According to the endocannabinoid deficiency theory, many mental and physical health disturbances result from the dysregulation of the body's innate endocannabinoid system (ECS), often described as a master network of chemical signals that promote physical and psychological homeostasis, or biological state-efficiency. The ECS consists of natural ligands (e.g., anandamide and 2-AG) and receptors (CB1 and CB2) that appear to play a major role in efficient regulation of a basic bodily systems including sleep, feeding (e.g., gut permeability and adipogenesis), libido and fertility, pain perception, motivation, happiness, anxiety, learning and memory, social functioning, autoimmune responses, cellular redox, and cancer pathophysiology.
"In other words and unlike conventional pharmaceutical approaches, which largely target specific neurotransmitter sites, cannabis may act to improve a broad spectrum of symptoms by regulating homeostatic functioning, perhaps best described as a system-modulating rather than symptom-modulating form of therapy," said Vigil. "The medicinal potential of this concept and practical application for treating so many and seemingly diverse health conditions is unlike that of any other single medication currently known to exist."
In addition to therapeutic benefits, these studies also showed that cannabis use is associated with frequent and numerous, yet generally non-serious side effects. Positive and context-specific side effects were far more commonly reported than negative side effects by the Releaf App users, with the most frequently reported side effects being positive (relaxed, peaceful, comfy) and the least frequent side effects being negative (paranoid, confused, headache).

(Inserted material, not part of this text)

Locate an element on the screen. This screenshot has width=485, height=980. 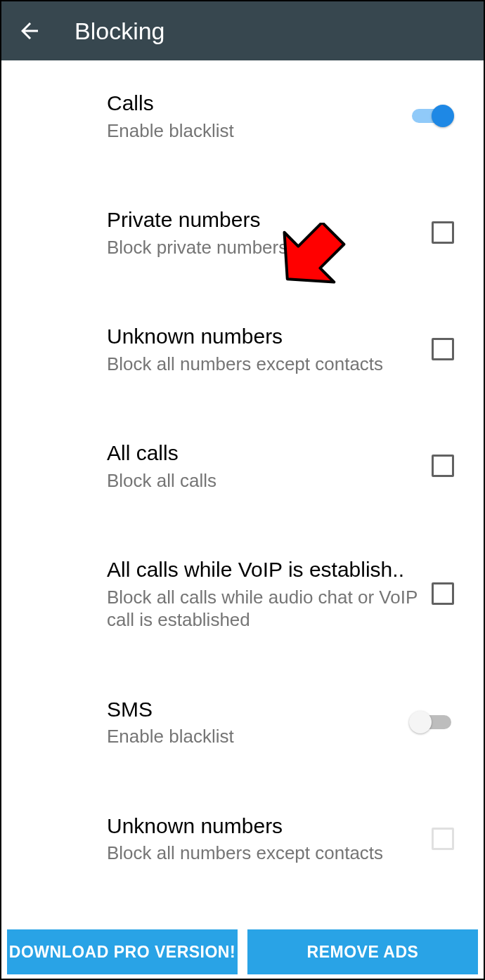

Ultimately, cannabis could find a permanent place among our modern repertoire of medication options if it can treat users' health conditions more effectively and more safely than conventional pharmaceutical remedies. As in the case of insomnia, prescription sleep aids such as antidepressants (e.g., trazodone, amitriptyline, and doxepin), benzodiazepines (e.g., diazepam and lorazepam), gamma-aminobutyric acid (GABA) medications (zolpidem and eszopiclone), and antipsychotics (aripiprazole, olanzapine, quetiapine and risperidone) are associated with significant clinical drawbacks and heightened risk of morbidity.
The apparent widespread use of cannabis as a sleep aid and for treating myriad other health symptoms underscores the importance of further medical research regarding its risk-benefit profile and the effectiveness of cannabis as a substitute for other substances, including alcohol, over-the-counter and prescription sleep aids, and scheduled medications (e.g., opioids and sedatives).

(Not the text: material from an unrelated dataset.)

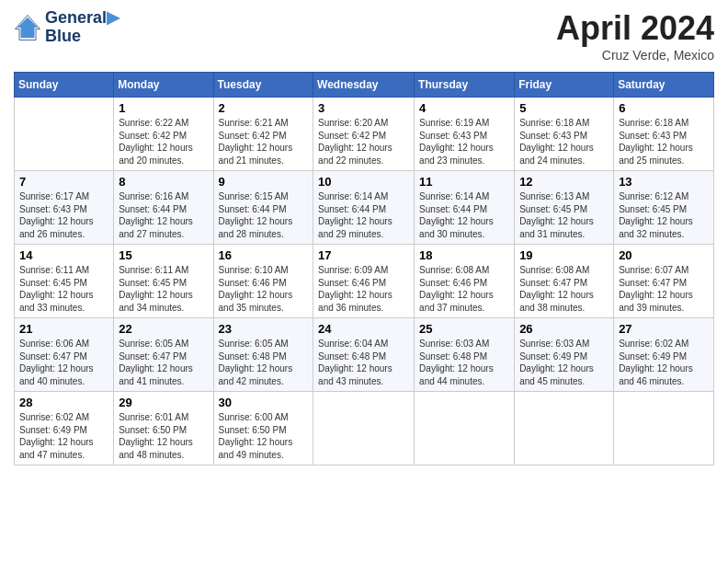 The height and width of the screenshot is (563, 728). What do you see at coordinates (564, 256) in the screenshot?
I see `day-number: 19` at bounding box center [564, 256].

According to Stith, "The economic impact of cannabis treatment should also be considered given the current burden of opioid and other high-risk prescriptions on healthcare systems, which have been forced to implement costly modifications to general patient care practices, including prescription monitoring programs, drug screening, and more frequent doctor-patient interactions.
"Also, if the short-term risk-benefit profile of cannabis found in our studies reflects its longer-term therapeutic potential, substitution of cannabis for traditional pharmaceuticals could reduce the risk of dangerous drug interactions and the costs associated with taking multiple medications by allowing patients to treat a constellation of comorbidities with a single treatment modality. "
"If the results found in our studies can be extrapolated to the general population, cannabis could systematically replace multi-billion dollar medication industries around the world. It is likely already beginning to do so," Vigil added.